Hundreds of people who relocated to Luxembourg from other continents where precious few vacation days are granted have confirmed they are already bored and confused by this long European “summer holidays thing.”
“In my country, we get 10 days a year and most of it gets used up as sick days,” said North American Kacey Casem. “Summer vacation usually means a single long weekend of camping in some mosquito-infested swamp two hours from home.”
“My boss here in Luxembourg forced me to take three weeks this summer, and it’s only been a week and I’ve run out of ideas,” he continued. “Am I supposed to visit Paris or Berlin or something? Help me, please.”
Lara Salinas, who moved with her husband to Luxembourg from Costa Rica last year, says she is facing a similar dilemma.

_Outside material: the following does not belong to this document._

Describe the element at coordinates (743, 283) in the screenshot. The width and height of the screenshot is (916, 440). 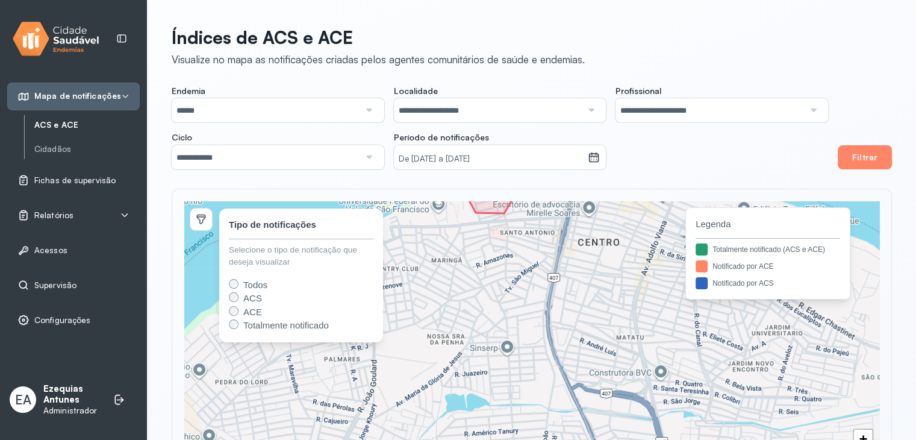
I see `div: Notificado por ACS` at that location.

“We spent five days in Tuscany and then stopped in Switzerland for two days on the way back,” she said. “For me, that’s a very decent summer excursion, longer than any I’ve had before.”
“The problem is that I still have eight more days off, but I’m thinking of going back to work even if I don’t have to,” she added. “Even if I have to force my way in.”

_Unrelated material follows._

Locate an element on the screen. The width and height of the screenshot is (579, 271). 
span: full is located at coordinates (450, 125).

Marlon Alampayan, who moved to the Grand Duchy from the Philippines in May, says he doesn’t understand what people mean by holidays in the first place.
“Literally, I don’t know what that means,” he said. “Are those days when you don’t go to work but still get paid? Most curious.”
Meanwhile, lifelong resident of the Greater Region Anne Weber has organized a petition calling for 10 more vacation days to be added to the legal minimum, saying that the current regime of 26 days “barely gives anyone a chance to spend a full two weeks at a club on the Mediterranean coast and then visit your parents for seven days and use three days to take your dog shopping because he’s starting doggie discipline school in September.”